Quick answer
May 2026 snapshot: GPT-5 and Claude 4.7 are roughly tied at the frontier. Reasoning models are the new standard. AI agents are real but flaky. Multimodal is solved. AI video (Sora 2, Veo) is genuinely usable. Open source caught up (DeepSeek, Llama 4). EU AI Act is enforced. AI energy use is the new political flashpoint. Hype is fading; deployment is rising.
The mid-year is a good time to take stock. Six months ago we were arguing about whether GPT-5 would arrive. Now it has been out for a year and the conversation has moved on. Here is where AI actually stands in May 2026.
What got dramatically better in 2026
- Reasoning — o3, Claude Extended Thinking, Gemini Thinking transformed hard tasks
- Video generation — Sora 2 and Veo 3 are genuinely usable for short-form content
- Coding — Cursor, Windsurf, Claude Code are transforming developer workflows
- Open source — DeepSeek and Llama 4 are competitive with frontier proprietary models
- On-device AI — Apple Intelligence, Gemini Nano running locally on phones
- Voice and multimodal — Pi, ChatGPT Voice, Gemini Live are conversational at human level
What stalled or disappointed
- AI agents — autonomous web agents still flaky in real use
- AGI claims — no dramatic step change despite predictions
- AI replacing knowledge workers — happening, but slower than feared
- AI productivity boost economy-wide — measurable but smaller than hyped
- AI safety progress — outpaced by capability growth
What to watch in H2 2026
- GPT-6 and Claude 5 — both expected by year-end
- EU AI Act fines start landing — first enforcement actions coming
- AI energy crisis — data center build-out hits power grid limits
- Open source frontier — DeepSeek and Mistral pushing prices down
- AI in education — curriculum overhaul beginning at major universities
Honest take: 2025-2026 has been the "deployment" era — same model intelligence but radically more useful applications. The next breakthrough may come from agents finally working reliably.
Related reading
Bottom line
AI in mid-2026 is more useful than ever, slightly less hyped than a year ago, and quietly transforming how serious professionals work. The biggest gains came from deployment, not new capabilities.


● **Task item**: Write out the data word for word, taking care that no picture is carried over.

● **Records supplied**:
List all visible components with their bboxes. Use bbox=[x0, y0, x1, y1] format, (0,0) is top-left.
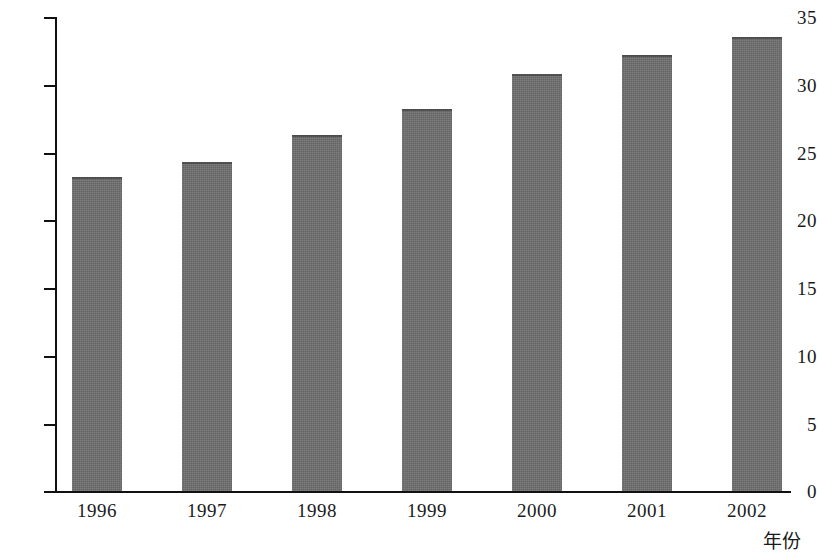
y-axis-tick-label: 25 bbox=[779, 144, 817, 163]
y-axis-tick bbox=[44, 288, 56, 290]
y-axis-tick bbox=[44, 85, 56, 87]
x-axis-title: 年份 bbox=[763, 530, 801, 552]
y-axis-tick-label: 30 bbox=[779, 76, 817, 95]
y-axis-tick bbox=[44, 424, 56, 426]
bar bbox=[622, 55, 672, 491]
x-axis-line bbox=[55, 491, 791, 493]
bar bbox=[72, 177, 122, 491]
x-axis-tick-label: 1996 bbox=[52, 500, 142, 522]
x-axis-tick-label: 2000 bbox=[492, 500, 582, 522]
y-axis-tick-label: 15 bbox=[779, 279, 817, 298]
y-axis-tick-label: 35 bbox=[779, 8, 817, 27]
bar bbox=[292, 135, 342, 491]
bar bbox=[732, 37, 782, 491]
bar bbox=[182, 162, 232, 491]
x-axis-tick-label: 1997 bbox=[162, 500, 252, 522]
x-axis-tick-label: 2001 bbox=[602, 500, 692, 522]
y-axis-tick bbox=[44, 17, 56, 19]
x-axis-tick-label: 2002 bbox=[702, 500, 792, 522]
y-axis-tick-label: 10 bbox=[779, 347, 817, 366]
y-axis-tick bbox=[44, 153, 56, 155]
plot-area: 35 30 25 20 15 10 5 0 1996 1997 1998 199… bbox=[0, 0, 817, 559]
bar-chart: 35 30 25 20 15 10 5 0 1996 1997 1998 199… bbox=[0, 0, 817, 559]
bar bbox=[512, 74, 562, 491]
y-axis-tick bbox=[44, 220, 56, 222]
y-axis-line bbox=[55, 17, 57, 493]
y-axis-tick bbox=[44, 356, 56, 358]
x-axis-tick-label: 1999 bbox=[382, 500, 472, 522]
y-axis-tick-label: 20 bbox=[779, 211, 817, 230]
y-axis-tick-label: 5 bbox=[779, 415, 817, 434]
y-axis-tick-label: 0 bbox=[779, 482, 817, 501]
x-axis-tick-label: 1998 bbox=[272, 500, 362, 522]
y-axis-tick bbox=[44, 491, 56, 493]
bar bbox=[402, 109, 452, 491]
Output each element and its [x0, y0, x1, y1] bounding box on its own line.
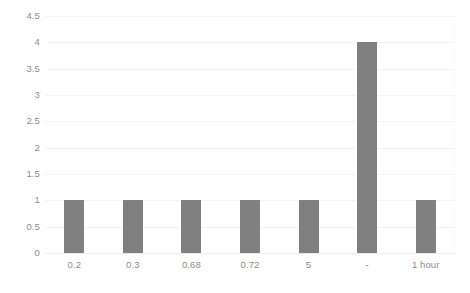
x-axis-tick-label: 1 hour — [396, 259, 455, 271]
y-axis-tick-label: 2.5 — [0, 116, 40, 126]
gridline — [45, 253, 455, 254]
x-axis-tick-label: 0.2 — [45, 259, 104, 271]
y-axis-tick-label: 3 — [0, 90, 40, 100]
y-axis-tick-label: 1.5 — [0, 169, 40, 179]
x-axis-tick-label: 5 — [279, 259, 338, 271]
bar — [64, 200, 84, 253]
y-axis-tick-label: 3.5 — [0, 64, 40, 74]
x-axis-tick-label: 0.72 — [221, 259, 280, 271]
x-axis-tick-label: - — [338, 259, 397, 271]
y-axis: 00.511.522.533.544.5 — [0, 0, 40, 293]
x-axis-tick-label: 0.3 — [104, 259, 163, 271]
bar — [416, 200, 436, 253]
y-axis-tick-label: 0 — [0, 248, 40, 258]
y-axis-tick-label: 4 — [0, 37, 40, 47]
bar — [181, 200, 201, 253]
bar — [299, 200, 319, 253]
bar — [240, 200, 260, 253]
x-axis-tick-label: 0.68 — [162, 259, 221, 271]
y-axis-tick-label: 2 — [0, 143, 40, 153]
bar — [123, 200, 143, 253]
y-axis-tick-label: 1 — [0, 195, 40, 205]
bar-series — [45, 16, 455, 253]
bar — [357, 42, 377, 253]
y-axis-tick-label: 0.5 — [0, 222, 40, 232]
y-axis-tick-label: 4.5 — [0, 11, 40, 21]
bar-chart: 00.511.522.533.544.5 0.20.30.680.725-1 h… — [0, 0, 470, 293]
x-axis: 0.20.30.680.725-1 hour — [45, 259, 455, 275]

● **Exercise result**:
List all visible components with their bboxes. Use bbox=[x0, y0, x1, y1] format, (0,0) is top-left.
y-axis-tick-label: 25 bbox=[779, 144, 817, 163]
y-axis-tick bbox=[44, 288, 56, 290]
y-axis-tick bbox=[44, 85, 56, 87]
x-axis-title: 年份 bbox=[763, 530, 801, 552]
y-axis-tick-label: 30 bbox=[779, 76, 817, 95]
y-axis-tick bbox=[44, 424, 56, 426]
bar bbox=[622, 55, 672, 491]
x-axis-line bbox=[55, 491, 791, 493]
bar bbox=[72, 177, 122, 491]
x-axis-tick-label: 1996 bbox=[52, 500, 142, 522]
x-axis-tick-label: 2000 bbox=[492, 500, 582, 522]
y-axis-tick-label: 15 bbox=[779, 279, 817, 298]
y-axis-tick-label: 35 bbox=[779, 8, 817, 27]
bar bbox=[292, 135, 342, 491]
bar bbox=[732, 37, 782, 491]
bar bbox=[182, 162, 232, 491]
x-axis-tick-label: 1997 bbox=[162, 500, 252, 522]
x-axis-tick-label: 2001 bbox=[602, 500, 692, 522]
y-axis-tick bbox=[44, 17, 56, 19]
x-axis-tick-label: 2002 bbox=[702, 500, 792, 522]
y-axis-tick-label: 10 bbox=[779, 347, 817, 366]
y-axis-tick bbox=[44, 153, 56, 155]
plot-area: 35 30 25 20 15 10 5 0 1996 1997 1998 199… bbox=[0, 0, 817, 559]
bar-chart: 35 30 25 20 15 10 5 0 1996 1997 1998 199… bbox=[0, 0, 817, 559]
bar bbox=[512, 74, 562, 491]
y-axis-tick bbox=[44, 220, 56, 222]
y-axis-line bbox=[55, 17, 57, 493]
y-axis-tick bbox=[44, 356, 56, 358]
x-axis-tick-label: 1999 bbox=[382, 500, 472, 522]
y-axis-tick-label: 20 bbox=[779, 211, 817, 230]
y-axis-tick-label: 5 bbox=[779, 415, 817, 434]
y-axis-tick-label: 0 bbox=[779, 482, 817, 501]
x-axis-tick-label: 1998 bbox=[272, 500, 362, 522]
y-axis-tick bbox=[44, 491, 56, 493]
bar bbox=[402, 109, 452, 491]
Output each element and its [x0, y0, x1, y1] bounding box on its own line.
x-axis-tick-label: 1 hour — [396, 259, 455, 271]
y-axis-tick-label: 2.5 — [0, 116, 40, 126]
gridline — [45, 253, 455, 254]
x-axis-tick-label: 0.2 — [45, 259, 104, 271]
y-axis-tick-label: 3 — [0, 90, 40, 100]
y-axis-tick-label: 1.5 — [0, 169, 40, 179]
x-axis-tick-label: 5 — [279, 259, 338, 271]
bar — [64, 200, 84, 253]
y-axis-tick-label: 3.5 — [0, 64, 40, 74]
x-axis-tick-label: 0.72 — [221, 259, 280, 271]
x-axis-tick-label: - — [338, 259, 397, 271]
y-axis: 00.511.522.533.544.5 — [0, 0, 40, 293]
x-axis-tick-label: 0.3 — [104, 259, 163, 271]
bar — [416, 200, 436, 253]
y-axis-tick-label: 0 — [0, 248, 40, 258]
y-axis-tick-label: 4 — [0, 37, 40, 47]
bar — [181, 200, 201, 253]
bar — [299, 200, 319, 253]
bar — [240, 200, 260, 253]
x-axis-tick-label: 0.68 — [162, 259, 221, 271]
y-axis-tick-label: 2 — [0, 143, 40, 153]
bar — [123, 200, 143, 253]
y-axis-tick-label: 1 — [0, 195, 40, 205]
bar-series — [45, 16, 455, 253]
bar — [357, 42, 377, 253]
y-axis-tick-label: 0.5 — [0, 222, 40, 232]
y-axis-tick-label: 4.5 — [0, 11, 40, 21]
bar-chart: 00.511.522.533.544.5 0.20.30.680.725-1 h… — [0, 0, 470, 293]
x-axis: 0.20.30.680.725-1 hour — [45, 259, 455, 275]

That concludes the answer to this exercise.